Pre-made Finder (Realm Hopping)

In Mists of Pandaria, the infamous TinySmasher (a player) created a game add-on called oQueue.  This add-on was highly debated, loved, reviled, and contested.  It used the battle-tag / real-id system to piggy-bag communication between realms in a mesh network of inter-server communication.  The purpose he initially created it for was for a community of PvPers to "cheese" random battleground by taking the "random" out of one of the competing sides.  That is, if you could bring 20 friends into your RBG, all on voice against just a bunch of random people, you'd win.   Well, they did.. they'd stomp them.  They did.

The add-on also allowed for people to create cross-realm raiding activities using Cross-Realm Battle-Tag groups of people on various servers all wanting to do the same content.

Essentially it was the predecessor of "Pre-made Finder", but it had no "auto-invite".

Today, we have pre-made finder, largely, I think, because of oQueue.  But the auto-invite feature allows players to quickly join pre-made groups, for whatever purpose and use them to pull their character to different servers.

Players do this for the sole purpose of hunting rare creatures that have long spawn timers, increasing their odds of finding these creatures significantly.

Pros:  Increases odds of finding these creatures significantly.  Players feel justified for doing this because Cross-Realm Zones decreased their odds.

Cons:  Can be disruptive to groups that have people join/leave without having any real intent to participate in the purpose of the group.   Defeats the purpose of Cross-Realm Zones.   Creates a whole new purpose for pre-made finder for which it was never designed.

Where from here

Much debate and argument could go here about Server Population, Pre-made finder Realm Hopping is fine or why Cross-Realm Zones is bad and I probably could agree with many of their points while at the same time disagree with others.

But, what I think, however, is that the whole system is broken because the original intents are not being accomplished and the features are being used for purposes other than intended.

All these partial solution are leading in one direction that Blizzard just doesn't appear to want to go.

Sure, I will use these systems to do similar things while they exist, but that doesn't mean I think it is the right technological answer.

Blizzard wants:
  • Competition for resources - Hopping for rares breaks this.
  • Pre-mades for playing with people - Hopping for rares breaks this.
  • Preserve the concept of realms.
Players want:
  • People they can play with.  
  • Ability to play with friends
  • Servers that are viable
Their solutions aren't working.
  • Servers are still getting lower populations and becoming non-viable as more players quit or migrate.
  • Cross-Realm zones is a partial implementation to ameliorate low population server problems. 
  • Pre-made finder is a partial implementation because it doesn't support ALL content.
  • Players can't really play / share / join the same guilds, it's just a band-aid.

Solution

Blizzard needs to fix their broke.  They are creating band-aids that just create more problems.

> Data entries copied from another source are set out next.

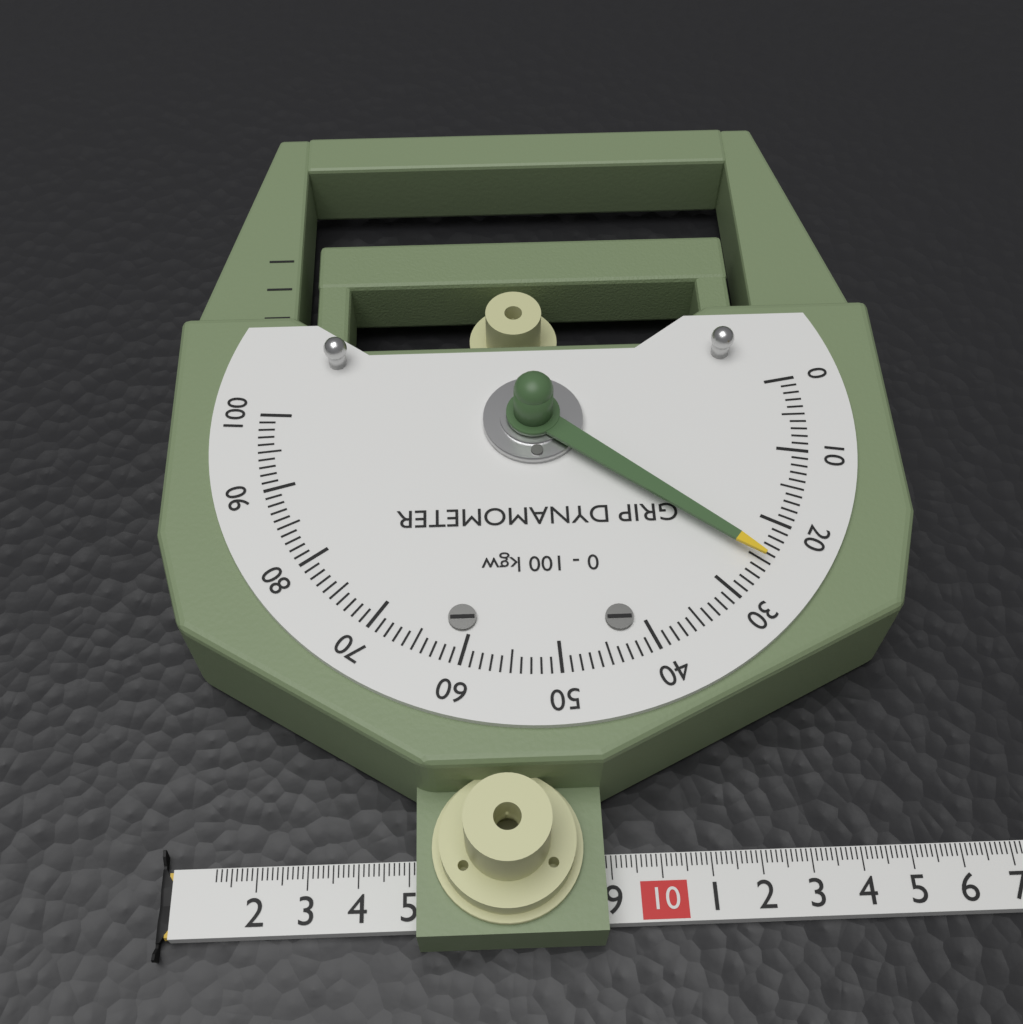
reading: 25 kgw
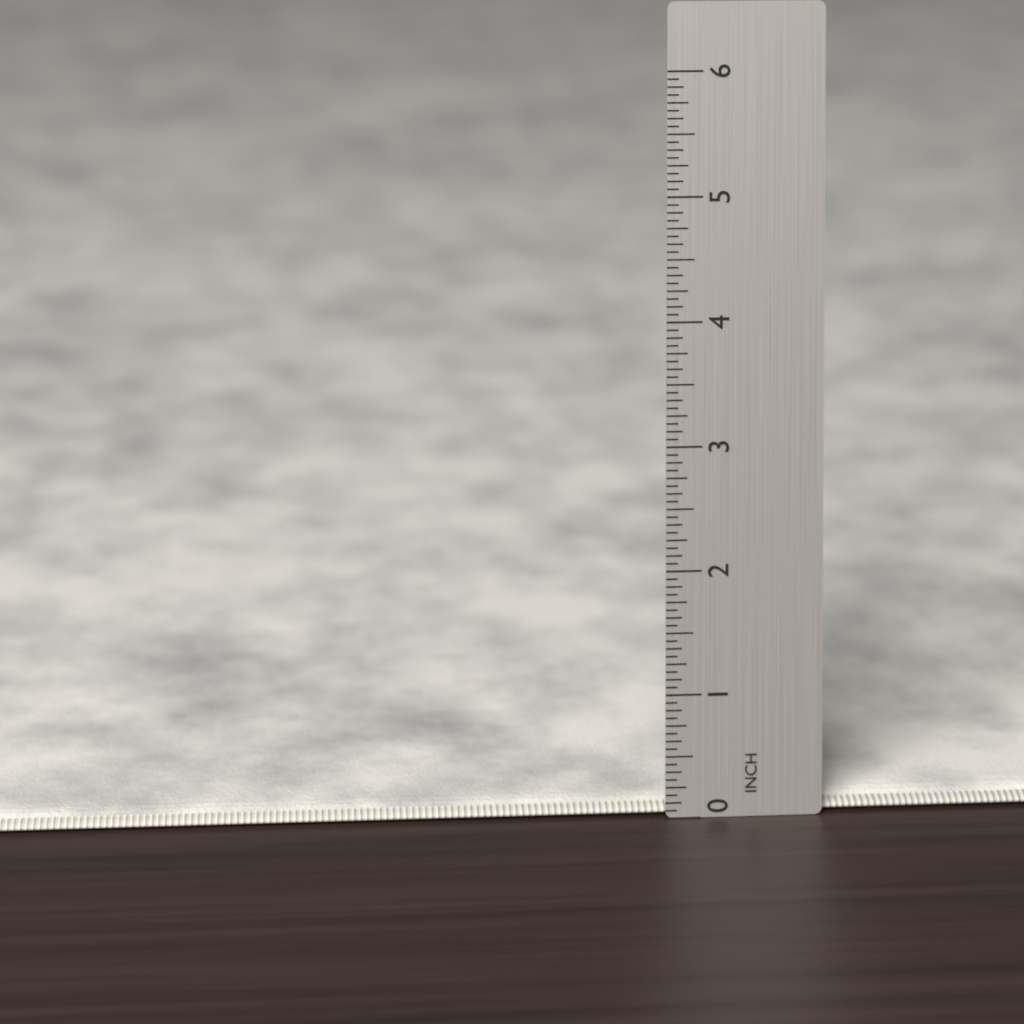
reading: 0.1250 in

It is time to free players from their servers.   I have my own ideas on how it could be implemented but this is really something only Blizzard could design.

My basic concept is as thus:
  • Realm is just text appended to your toon name.   But servers are only an internal Blizzard thing.
  • As players you can join any guild.
  • Guilds are listed on a larger web site accessible in game or out.  This system would allow for a large set of search criterion that's not only complex but detailed.
  • Players appear on the same server as their guild (irregardless of their "realm" text).
  • Guilds are grouped to balance player population by a balancing system.
There are still servers, but they mean much less to the players.  What matters is what guild you join.

Pre-made Groups still can exist.  But they need to have their purpose enforced.  If you are not near the realm leader, you are not on his instanced server.   This stops hopping pre-made groups.

Cross-Realm Zones needs to exclude rares.  Then you no longer need to hop for rares anyhow. 

We could debate this and maybe my solution is the right one.  But the way we are headed isn't better as long as low population servers continue to die the game will suffer.